I do not know about you but I am a Pepsi guy. I love the rip-off, the copycat, and the second tier. Give me a B-Movie and the D-List any day. Often this type of media can provide through its seeming lack of original ideas fascinating insights into the zeitgeist of the time. The copy becomes more interesting than the original even if its treatment of the spirit of the times is half-baked.
Flipping through Rush I am reminded yet again of just how fucking crazy the 1970s really were and how short-sighted it is of me to focus exclusively on the 1960s. It is cliché that the sixties were the decade of sex, drugs and rock and roll but when you get down to it, the seventies were when that holy trinity went beyond the initiated and entered into secular experience. In the seventies the sixties went mainstream. Hell, even Time ran a cover story in the mid-1970s promoting cocaine as a wonder drug for the emerging class of yuppies who wanted to work hard and party harder. For a young ambitious stock broker, cocaine was viewed as the perfect recreational drug. By the dawn of the eighties, the hangover and paranoia would eventually set in and cocaine would be demonized and ghettoized in the crack epidemic. Similarly the Summer of Love would hit suburbia in the seventies with swinger clubs for the bridge and tunnel crowd, like Plato’s Retreat, key parties in Levittown, and gay culture seeping into mainstream sexual practices until AIDS came in and scared everybody straight. To give some idea of just how weird the seventies became, like Rush, there was a short-lived glossy mag along the lines of Sixteen and Tiger Beat, called Star that championed the groupie lifestyle and the tweens and teens who aspired to live it. Articles gushed over the girlfriends of The Rolling Stones or advised how a girl could catch an older man. Even in a decade of rock excess epitomized by the questionable dating practices of Jimmy Page and David Bowie, Star was just too much. It ran for only five issues. Finally as David Hepworth notes in his book, Never a Dull Moment, 1971 was the year the rock exploded, or more accurately, the year the rock industry consolidated into a big business increasingly run by corporations and accountants.
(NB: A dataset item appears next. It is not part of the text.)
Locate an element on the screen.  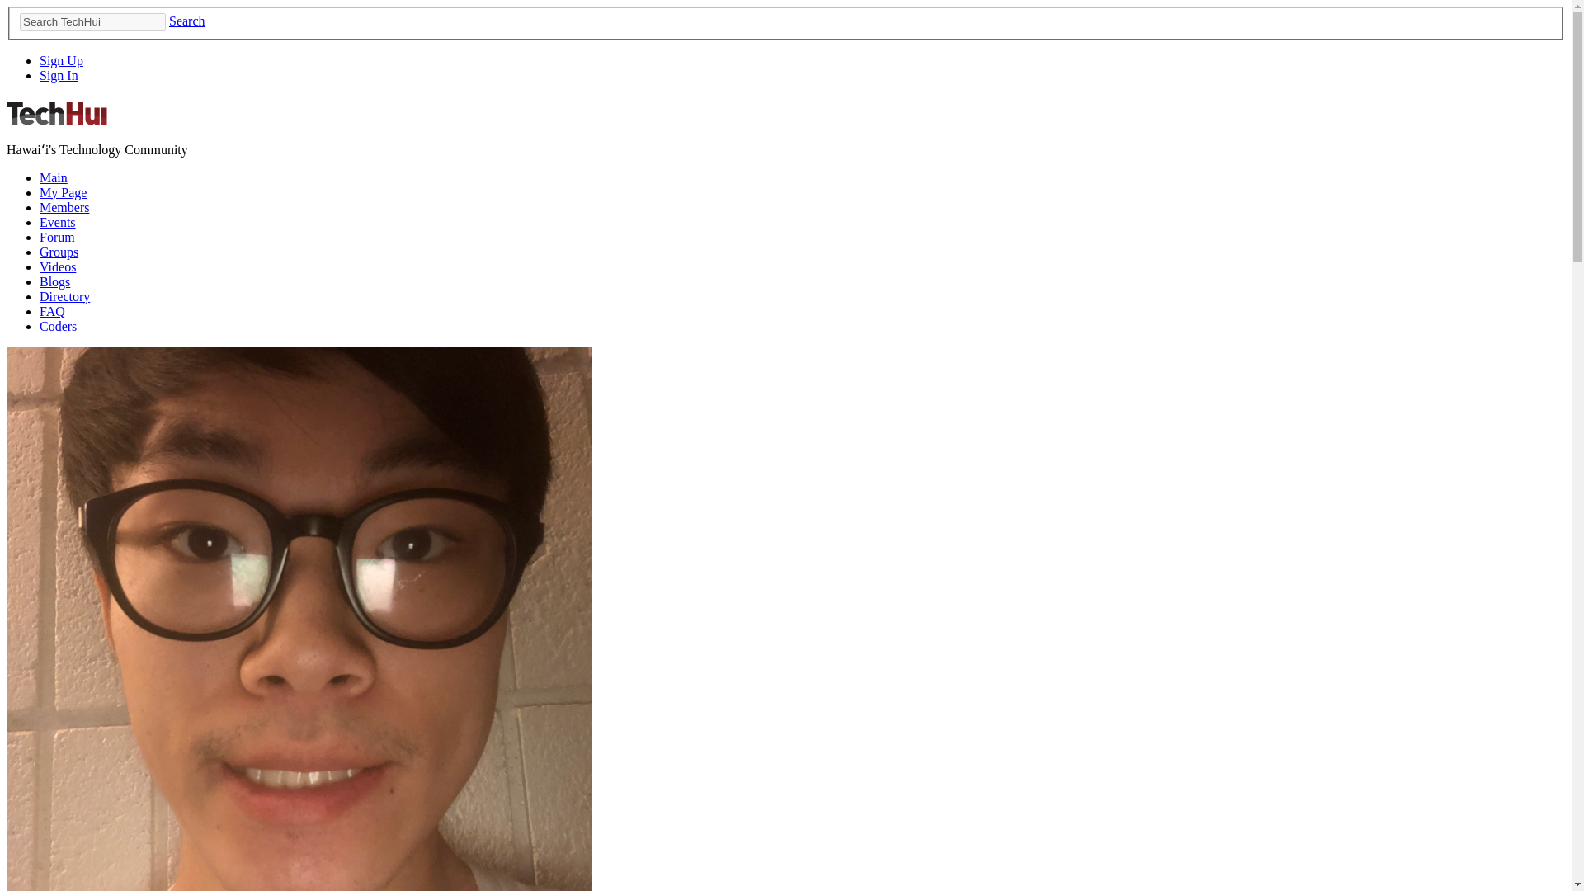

The same could be said for William Burroughs. The seventies would be the decade when the Mimeo Revolution began its slow decline in importance as the main outlet for alternative writers until its eventual collapse in the early eighties with the rise of Reagan and the personal computer. Little mags became less and less important in Burroughs’ bibliography as mainstream publishers like Viking and Henry Holt marketed Burroughs’ latest releases. Burroughs would even appear in the pages of People. Rush is a forgotten mag that documents this shift. It captures a time when Burroughs as well as sex, drugs, and rock and roll emerged from the underground bookstores and headshops on to their eventual presence in the checkout line at the supermarket.